Democratic Sentinel, Volume 22, Number 10, Rensselaer, Jasper County, 12 March 1898 — AN OLD DRUM. [ARTICLE]

AN OLD DRUM.

It Was Carried in the Revolution and Again in 1812. Capt. George Warren has the oldest snare drum in the State. It was carried in the revolutionary war by Daniel Hopkins, of Plainfield, Conn., Col. Parsons’ regiment of Continental troops. Sixth Company, Sixth Regiment, and was carried at the siege of Boston, April and May, 1775. The regiment then inarched under General Washington, to New York, and was at the battle of Long Island, Aug. 27, 1776, and at White Plains, Oct. 28. The drum was also carried on July 7, 1812, by Musician William Hopkins, of Plainfield, in Capt. Archibald Tuckman’s company, at Fort Trumbull, June 7 to July 14, 1812. The shell of this drum was sawed out of a log by hand, and Is in two parts, glued together in the center with chips of wood. . William Hopkins, the last owner, died in Plainfield fifteen years ago, aged 95 years. He was a school teacher, and his uncle, Stephen Hopkins, of Rhode Island, was one of the signers of the Declaration of Independence. William Hopkins also claimed that this drum was carried by his ancestors In the French war in Canada, when Windham County furnished a number of companies. Sergeant Simon Copp, of Killingly; Lieut. Larned, of Woodstock; and Private Plank, of Killingly, who marched under the music of this old drum, lie buried In the old Putnam cemetery, south of Grove street, with about fifty other soldiers of 1776.—Putnam (Conn.) correspondence New York Evening Telegram.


» **TASK GOAL**:
Please copy every line with the string "into" from the entries below.

[Opening PROVIDED RECORDS section]

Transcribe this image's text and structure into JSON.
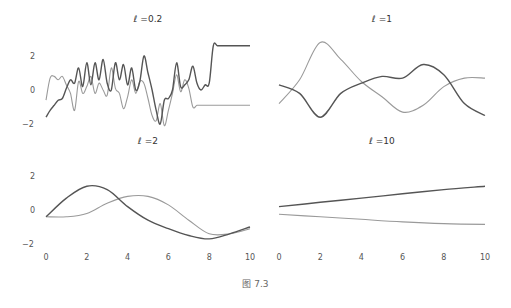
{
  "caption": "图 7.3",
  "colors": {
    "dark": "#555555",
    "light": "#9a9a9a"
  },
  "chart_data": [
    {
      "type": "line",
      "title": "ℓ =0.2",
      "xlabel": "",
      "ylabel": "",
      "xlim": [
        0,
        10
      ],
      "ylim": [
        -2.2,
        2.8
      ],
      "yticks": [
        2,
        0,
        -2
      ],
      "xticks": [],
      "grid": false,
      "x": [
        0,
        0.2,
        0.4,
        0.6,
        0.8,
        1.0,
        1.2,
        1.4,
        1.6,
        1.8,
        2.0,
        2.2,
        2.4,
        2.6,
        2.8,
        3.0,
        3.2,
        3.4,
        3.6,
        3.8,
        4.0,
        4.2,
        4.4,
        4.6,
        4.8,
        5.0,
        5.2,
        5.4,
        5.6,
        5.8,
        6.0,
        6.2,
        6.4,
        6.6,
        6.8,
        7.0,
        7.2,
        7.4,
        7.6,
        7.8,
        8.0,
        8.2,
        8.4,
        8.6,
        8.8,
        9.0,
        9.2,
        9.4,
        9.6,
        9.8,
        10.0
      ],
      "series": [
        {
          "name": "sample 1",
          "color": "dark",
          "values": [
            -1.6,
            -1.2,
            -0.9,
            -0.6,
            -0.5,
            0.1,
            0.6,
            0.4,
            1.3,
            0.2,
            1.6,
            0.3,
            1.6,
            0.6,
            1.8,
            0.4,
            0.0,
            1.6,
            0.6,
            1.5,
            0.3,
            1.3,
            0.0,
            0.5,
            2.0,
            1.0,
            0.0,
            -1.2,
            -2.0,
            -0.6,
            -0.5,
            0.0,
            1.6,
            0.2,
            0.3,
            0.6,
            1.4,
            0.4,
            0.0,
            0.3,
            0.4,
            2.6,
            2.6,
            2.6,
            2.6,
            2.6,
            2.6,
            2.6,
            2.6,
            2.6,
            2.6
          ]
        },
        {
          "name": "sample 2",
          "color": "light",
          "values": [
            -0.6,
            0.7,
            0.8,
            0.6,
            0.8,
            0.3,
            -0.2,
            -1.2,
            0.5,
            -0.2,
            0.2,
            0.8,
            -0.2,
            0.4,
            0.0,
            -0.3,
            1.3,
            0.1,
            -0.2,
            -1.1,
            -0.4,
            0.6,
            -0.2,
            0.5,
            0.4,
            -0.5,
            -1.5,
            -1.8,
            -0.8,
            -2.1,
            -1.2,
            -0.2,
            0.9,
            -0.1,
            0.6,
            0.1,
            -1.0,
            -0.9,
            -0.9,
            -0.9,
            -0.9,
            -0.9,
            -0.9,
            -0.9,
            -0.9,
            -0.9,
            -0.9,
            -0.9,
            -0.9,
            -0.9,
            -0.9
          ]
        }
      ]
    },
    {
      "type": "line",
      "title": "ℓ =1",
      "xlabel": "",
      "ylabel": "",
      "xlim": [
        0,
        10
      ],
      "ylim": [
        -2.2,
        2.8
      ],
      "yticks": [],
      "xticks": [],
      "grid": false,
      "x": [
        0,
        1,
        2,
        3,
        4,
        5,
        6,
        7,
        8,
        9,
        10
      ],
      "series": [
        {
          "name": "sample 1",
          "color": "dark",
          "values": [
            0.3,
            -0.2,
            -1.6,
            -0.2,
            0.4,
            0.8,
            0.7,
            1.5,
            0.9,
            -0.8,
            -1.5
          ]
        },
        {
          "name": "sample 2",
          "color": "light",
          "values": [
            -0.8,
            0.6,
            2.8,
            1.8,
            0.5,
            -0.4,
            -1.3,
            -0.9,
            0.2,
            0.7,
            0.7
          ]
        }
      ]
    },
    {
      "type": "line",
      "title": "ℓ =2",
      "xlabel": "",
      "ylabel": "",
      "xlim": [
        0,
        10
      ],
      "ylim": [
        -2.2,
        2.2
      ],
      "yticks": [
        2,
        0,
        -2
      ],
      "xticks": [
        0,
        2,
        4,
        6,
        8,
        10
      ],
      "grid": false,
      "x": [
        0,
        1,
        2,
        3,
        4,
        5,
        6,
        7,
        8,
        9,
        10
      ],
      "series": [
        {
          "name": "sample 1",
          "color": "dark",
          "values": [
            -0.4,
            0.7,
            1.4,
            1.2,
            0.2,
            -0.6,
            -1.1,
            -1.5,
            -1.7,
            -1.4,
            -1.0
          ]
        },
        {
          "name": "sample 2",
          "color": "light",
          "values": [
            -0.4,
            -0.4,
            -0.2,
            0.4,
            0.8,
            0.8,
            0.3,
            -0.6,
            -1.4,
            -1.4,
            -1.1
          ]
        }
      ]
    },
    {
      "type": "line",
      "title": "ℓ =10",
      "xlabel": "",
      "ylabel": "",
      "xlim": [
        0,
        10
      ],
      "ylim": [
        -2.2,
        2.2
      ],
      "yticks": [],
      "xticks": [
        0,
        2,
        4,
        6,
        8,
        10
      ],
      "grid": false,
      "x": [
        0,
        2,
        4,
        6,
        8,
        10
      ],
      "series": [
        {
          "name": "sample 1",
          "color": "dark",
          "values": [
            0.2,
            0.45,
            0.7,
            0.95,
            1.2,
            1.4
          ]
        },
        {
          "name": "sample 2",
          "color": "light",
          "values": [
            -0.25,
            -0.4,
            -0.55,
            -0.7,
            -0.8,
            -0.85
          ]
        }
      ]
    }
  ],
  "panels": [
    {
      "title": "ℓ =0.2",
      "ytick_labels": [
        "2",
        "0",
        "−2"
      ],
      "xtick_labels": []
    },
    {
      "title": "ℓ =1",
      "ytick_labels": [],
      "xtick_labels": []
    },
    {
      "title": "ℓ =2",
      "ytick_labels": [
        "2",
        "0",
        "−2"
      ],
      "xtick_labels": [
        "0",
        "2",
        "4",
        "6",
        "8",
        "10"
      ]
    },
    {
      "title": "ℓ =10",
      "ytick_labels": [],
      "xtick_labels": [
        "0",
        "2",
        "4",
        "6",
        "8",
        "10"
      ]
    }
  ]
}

[Closing PROVIDED RECORDS section]
[Opening PROVIDED RECORDS section]

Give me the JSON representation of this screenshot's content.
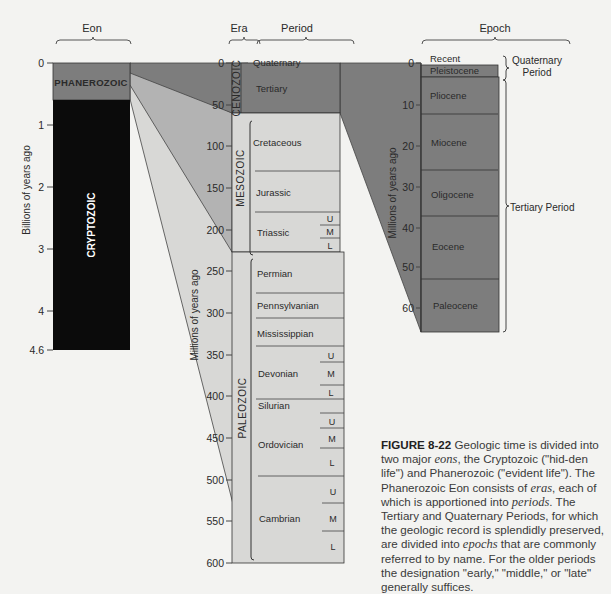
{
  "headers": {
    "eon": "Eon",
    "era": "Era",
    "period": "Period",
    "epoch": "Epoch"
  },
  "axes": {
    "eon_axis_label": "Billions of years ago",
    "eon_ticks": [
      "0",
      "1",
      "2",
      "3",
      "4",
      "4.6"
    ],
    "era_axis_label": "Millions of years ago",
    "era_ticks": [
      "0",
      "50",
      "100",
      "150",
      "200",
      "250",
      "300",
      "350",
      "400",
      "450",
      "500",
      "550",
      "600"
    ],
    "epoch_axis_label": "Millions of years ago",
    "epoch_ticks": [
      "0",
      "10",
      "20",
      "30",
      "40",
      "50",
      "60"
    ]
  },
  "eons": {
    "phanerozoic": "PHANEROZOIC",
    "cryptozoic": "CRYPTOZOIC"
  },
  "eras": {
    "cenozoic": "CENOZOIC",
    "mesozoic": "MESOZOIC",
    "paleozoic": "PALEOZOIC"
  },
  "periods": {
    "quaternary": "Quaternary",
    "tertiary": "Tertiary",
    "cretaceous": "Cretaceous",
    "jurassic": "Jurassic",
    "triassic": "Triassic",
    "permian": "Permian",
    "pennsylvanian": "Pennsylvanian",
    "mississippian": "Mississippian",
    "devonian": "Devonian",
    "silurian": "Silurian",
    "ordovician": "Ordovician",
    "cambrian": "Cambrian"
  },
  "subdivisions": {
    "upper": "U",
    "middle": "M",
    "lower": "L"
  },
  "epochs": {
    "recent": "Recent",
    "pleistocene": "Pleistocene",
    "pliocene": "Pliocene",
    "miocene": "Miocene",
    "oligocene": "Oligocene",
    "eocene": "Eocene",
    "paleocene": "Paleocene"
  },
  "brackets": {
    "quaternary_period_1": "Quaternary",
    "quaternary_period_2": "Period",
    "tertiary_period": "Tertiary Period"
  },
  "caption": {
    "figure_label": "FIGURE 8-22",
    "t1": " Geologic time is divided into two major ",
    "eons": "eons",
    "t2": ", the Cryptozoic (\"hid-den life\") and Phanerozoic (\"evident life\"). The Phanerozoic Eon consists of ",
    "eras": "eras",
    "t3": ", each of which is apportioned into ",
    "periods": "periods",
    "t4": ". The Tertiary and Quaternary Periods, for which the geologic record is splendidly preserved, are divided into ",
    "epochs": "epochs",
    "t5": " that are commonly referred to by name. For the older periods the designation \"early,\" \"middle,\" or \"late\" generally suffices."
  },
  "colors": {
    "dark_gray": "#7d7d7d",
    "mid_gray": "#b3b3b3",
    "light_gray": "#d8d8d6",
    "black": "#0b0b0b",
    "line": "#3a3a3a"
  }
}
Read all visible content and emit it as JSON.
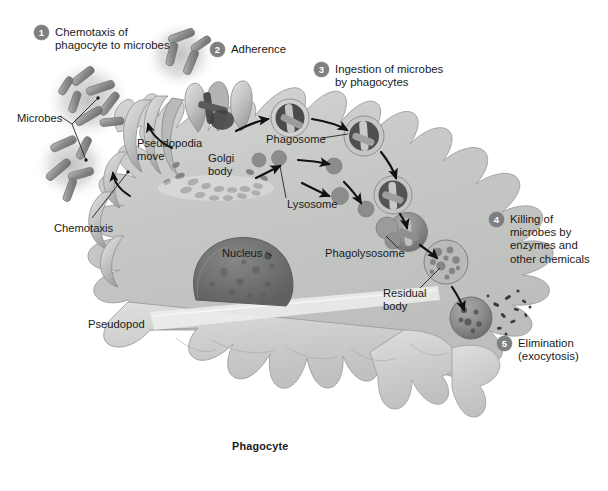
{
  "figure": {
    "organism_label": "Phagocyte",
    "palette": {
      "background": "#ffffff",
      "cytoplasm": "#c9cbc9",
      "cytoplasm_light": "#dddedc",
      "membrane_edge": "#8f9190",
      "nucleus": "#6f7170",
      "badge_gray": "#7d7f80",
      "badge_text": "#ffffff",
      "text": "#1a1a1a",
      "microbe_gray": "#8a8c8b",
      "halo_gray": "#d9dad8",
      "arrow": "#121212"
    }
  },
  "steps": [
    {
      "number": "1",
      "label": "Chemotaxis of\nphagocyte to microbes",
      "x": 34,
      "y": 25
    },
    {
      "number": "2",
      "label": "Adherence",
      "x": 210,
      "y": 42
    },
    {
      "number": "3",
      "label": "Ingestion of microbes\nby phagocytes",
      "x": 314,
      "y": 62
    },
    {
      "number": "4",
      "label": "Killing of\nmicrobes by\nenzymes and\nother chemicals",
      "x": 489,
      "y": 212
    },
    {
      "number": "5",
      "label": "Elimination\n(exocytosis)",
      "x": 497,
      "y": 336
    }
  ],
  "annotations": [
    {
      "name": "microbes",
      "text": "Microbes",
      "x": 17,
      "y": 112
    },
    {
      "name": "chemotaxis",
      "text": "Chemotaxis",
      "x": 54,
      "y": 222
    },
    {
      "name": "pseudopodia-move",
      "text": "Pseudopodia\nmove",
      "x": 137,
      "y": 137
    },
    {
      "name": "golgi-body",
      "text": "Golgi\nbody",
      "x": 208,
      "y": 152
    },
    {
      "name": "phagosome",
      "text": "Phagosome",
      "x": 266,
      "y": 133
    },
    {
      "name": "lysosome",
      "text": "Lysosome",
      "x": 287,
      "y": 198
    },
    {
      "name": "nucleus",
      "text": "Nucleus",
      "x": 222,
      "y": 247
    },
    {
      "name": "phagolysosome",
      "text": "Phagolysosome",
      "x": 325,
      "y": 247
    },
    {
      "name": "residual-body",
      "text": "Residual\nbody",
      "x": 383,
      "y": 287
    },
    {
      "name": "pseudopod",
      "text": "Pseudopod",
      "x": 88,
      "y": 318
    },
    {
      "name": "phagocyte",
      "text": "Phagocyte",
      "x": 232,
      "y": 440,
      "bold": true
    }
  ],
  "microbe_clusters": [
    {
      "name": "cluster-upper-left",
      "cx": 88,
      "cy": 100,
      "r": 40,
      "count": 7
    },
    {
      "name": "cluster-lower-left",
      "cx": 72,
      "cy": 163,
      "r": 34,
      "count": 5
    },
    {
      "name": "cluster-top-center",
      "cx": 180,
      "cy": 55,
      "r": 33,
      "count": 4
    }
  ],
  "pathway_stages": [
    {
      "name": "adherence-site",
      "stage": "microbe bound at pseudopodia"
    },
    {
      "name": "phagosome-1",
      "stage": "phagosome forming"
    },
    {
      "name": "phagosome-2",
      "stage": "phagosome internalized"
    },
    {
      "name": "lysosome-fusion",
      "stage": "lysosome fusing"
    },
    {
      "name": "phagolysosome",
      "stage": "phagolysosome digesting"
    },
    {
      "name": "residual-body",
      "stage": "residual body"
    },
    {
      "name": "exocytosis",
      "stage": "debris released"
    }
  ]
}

[Closing PROVIDED RECORDS section]

» **FINAL ANSWER**:
Transcribe this image's text and structure into JSON.
    "t1": " Geologic time is divided into two major ",
    "t3": ", each of which is apportioned into ",
    "t4": ". The Tertiary and Quaternary Periods, for which the geologic record is splendidly preserved, are divided into ",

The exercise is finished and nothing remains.